Can I Live in My Home While Renovating?

Living in your home during a renovation might seem doable—how bad could it be? Maybe it’s just like camping, right? Well, not always.

If you’re tackling a small-scale renovation, such as a bathroom or kitchen update, you might be able to live through the inconvenience. However, if your project is more extensive, you need to ask yourself:

Can I safely and comfortably live in my home during renovations?

Before making that decision, consider these critical factors:

Key Considerations for Living Through a Renovation

1. Structural Alterations: Is Your Home Safe to Stay In?

If your renovation involves removing load-bearing walls, reinforcing foundations, or adding extensions, your home might not be structurally stable during construction. Exposed beams, unfinished floors, and temporary supports can make certain areas unsafe to live in.

2. Dust, Debris, and Hazardous Materials

Renovations generate a significant amount of dust and airborne debris, which can impact air quality and trigger allergies or respiratory issues. If your home was built before 1988, there’s also the risk of asbestos or lead-based paint exposure during the demolition phase.

3. Noise, Stress, and Daily Disruptions

Power tools, hammering, and drilling can turn your peaceful home into a construction site. If you work from home, have young children, or are sensitive to noise, living in a renovation zone can be overwhelming.

4. Water, Electricity, and Basic Utilities

Major renovations often require shutting off electricity, water, or gas temporarily. If your kitchen is under construction, you may have to rely on a temporary setup with a microwave and mini-fridge. If a bathroom is being remodelled, you’ll need access to another one—or alternative arrangements. If your renovation involves multiple areas simultaneously, living through such disruptions may not be feasible. Some consider staging the renovation—completing one area before starting another—but this can increase builders’ costs considerably. You may find moving out more affordable.

5. Safety Hazards: Open Floors, Sharp Tools, and Falling Risks

Construction zones are filled with hazards—exposed objects, open voids, unfinished work zones, and heavy equipment. These risks are even greater if you have children or pets in the home. Although builders secure these areas for their team, they are certainly not favourable or safe places to live within when the renovation is substantial and invasive.

Key Considerations for Living Through a Renovation

Image: Courtesy of Rossmark Building Designs from Home Renovation

Should You Stay or Move Out?

Should You Stay or Move Out?

Whether you can stay in your home during renovations depends on the scale of the project, safety risks, and your personal tolerance for disruption.

When You Can Stay:

✅ Small-scale renovations (e.g., one bathroom or a single room remodel)

✅ If the work is sectioned off safely (using dust barriers and clear work zones)

✅ If utilities remain functional (and you have access to essential rooms)

When You Should Move Out:

❌ Major structural work (removing walls, foundation repairs, second-storey additions)

❌ Hazardous material removal (asbestos, lead paint, mould)

❌ If utilities are shut off for extended periods

❌ If safety risks are too high (exposed wiring, open floor gaps, construction at heights)

Final Thoughts

Before deciding whether to stay or move out, have a clear conversation with your builder about the program, risks, and disruptions. If you do choose to stay, set up safety precautions, create a temporary separate/secure living arrangements, and mentally prepare your family for some inconvenience.

A renovation is temporary, but safety must always come first.

Happy Dwelling
Shire renovator

Want to speak to the author? Phone (02) 9525 5588 and ask for Matthew.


- What you should do -
Read the lines below and count those that have the word "Writing". Respond with the number only.

- Excerpted records -
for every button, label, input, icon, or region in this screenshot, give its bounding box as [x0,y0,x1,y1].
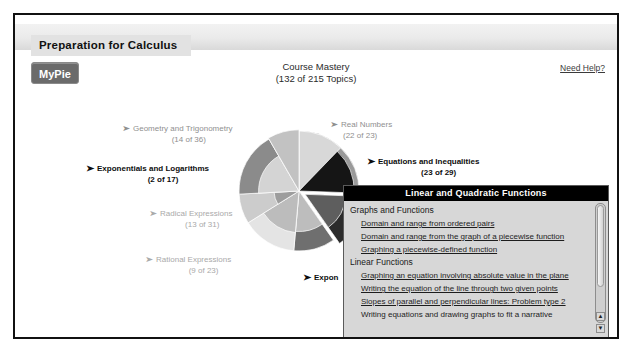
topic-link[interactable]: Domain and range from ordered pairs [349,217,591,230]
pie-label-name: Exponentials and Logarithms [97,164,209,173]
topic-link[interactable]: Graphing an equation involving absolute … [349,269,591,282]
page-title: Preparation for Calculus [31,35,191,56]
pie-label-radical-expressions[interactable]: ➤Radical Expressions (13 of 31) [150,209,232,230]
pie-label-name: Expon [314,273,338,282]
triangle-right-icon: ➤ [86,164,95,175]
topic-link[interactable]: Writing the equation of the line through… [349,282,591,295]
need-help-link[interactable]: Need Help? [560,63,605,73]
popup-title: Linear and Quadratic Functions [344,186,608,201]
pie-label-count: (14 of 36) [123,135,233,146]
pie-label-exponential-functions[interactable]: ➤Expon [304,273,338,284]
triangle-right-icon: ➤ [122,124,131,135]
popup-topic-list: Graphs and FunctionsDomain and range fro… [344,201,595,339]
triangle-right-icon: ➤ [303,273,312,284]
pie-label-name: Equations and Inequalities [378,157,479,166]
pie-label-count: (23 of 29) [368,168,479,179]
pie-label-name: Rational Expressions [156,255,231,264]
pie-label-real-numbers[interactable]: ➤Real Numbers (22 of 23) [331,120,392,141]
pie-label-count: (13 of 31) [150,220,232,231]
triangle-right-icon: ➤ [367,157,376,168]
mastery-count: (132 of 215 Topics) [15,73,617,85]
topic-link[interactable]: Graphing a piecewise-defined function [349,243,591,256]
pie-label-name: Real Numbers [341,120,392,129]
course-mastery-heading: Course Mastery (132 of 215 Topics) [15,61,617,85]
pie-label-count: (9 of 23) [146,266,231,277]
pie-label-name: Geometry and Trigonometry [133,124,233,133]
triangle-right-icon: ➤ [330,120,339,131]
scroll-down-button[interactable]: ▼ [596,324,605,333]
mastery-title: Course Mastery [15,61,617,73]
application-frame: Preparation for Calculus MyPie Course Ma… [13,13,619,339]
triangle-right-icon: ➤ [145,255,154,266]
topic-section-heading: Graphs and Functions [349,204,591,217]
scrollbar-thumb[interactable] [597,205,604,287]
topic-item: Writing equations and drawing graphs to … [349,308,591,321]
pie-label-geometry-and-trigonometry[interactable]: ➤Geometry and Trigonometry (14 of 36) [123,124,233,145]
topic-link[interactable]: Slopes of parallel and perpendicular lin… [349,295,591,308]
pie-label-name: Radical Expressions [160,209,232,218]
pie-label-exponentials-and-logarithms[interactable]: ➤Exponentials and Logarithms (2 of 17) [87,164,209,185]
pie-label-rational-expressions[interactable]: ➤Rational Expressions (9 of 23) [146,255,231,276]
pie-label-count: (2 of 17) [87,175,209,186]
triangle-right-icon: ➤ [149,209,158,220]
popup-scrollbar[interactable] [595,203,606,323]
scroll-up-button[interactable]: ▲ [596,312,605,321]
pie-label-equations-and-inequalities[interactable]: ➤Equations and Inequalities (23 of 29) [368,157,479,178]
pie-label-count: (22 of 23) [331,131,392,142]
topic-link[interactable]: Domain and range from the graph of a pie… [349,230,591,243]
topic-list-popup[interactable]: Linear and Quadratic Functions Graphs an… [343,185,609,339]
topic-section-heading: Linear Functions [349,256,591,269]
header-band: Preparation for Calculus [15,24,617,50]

==

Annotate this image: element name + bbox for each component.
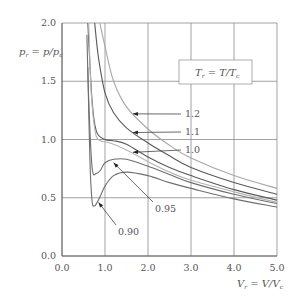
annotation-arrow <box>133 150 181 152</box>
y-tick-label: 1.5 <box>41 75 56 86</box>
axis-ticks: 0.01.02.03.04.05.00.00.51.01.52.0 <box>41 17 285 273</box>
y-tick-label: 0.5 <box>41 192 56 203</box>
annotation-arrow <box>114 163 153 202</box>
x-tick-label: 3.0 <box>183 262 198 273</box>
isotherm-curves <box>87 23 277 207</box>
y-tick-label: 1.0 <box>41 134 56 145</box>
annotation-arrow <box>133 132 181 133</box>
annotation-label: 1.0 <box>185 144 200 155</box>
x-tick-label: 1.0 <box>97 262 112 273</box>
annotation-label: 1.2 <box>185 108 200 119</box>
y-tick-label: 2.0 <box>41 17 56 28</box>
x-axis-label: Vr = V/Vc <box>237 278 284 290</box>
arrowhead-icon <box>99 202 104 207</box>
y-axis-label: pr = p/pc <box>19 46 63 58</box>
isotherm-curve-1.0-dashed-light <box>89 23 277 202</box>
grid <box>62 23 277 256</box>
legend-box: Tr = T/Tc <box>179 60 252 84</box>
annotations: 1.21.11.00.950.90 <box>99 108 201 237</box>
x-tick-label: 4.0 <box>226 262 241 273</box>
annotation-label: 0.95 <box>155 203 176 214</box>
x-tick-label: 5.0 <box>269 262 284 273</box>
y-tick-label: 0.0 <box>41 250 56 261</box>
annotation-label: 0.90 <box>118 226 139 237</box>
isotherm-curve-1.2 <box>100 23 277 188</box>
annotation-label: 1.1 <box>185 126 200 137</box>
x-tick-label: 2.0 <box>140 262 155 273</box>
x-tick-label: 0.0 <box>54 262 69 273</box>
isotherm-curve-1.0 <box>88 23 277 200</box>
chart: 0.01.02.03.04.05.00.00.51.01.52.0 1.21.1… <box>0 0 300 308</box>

- Response box -
2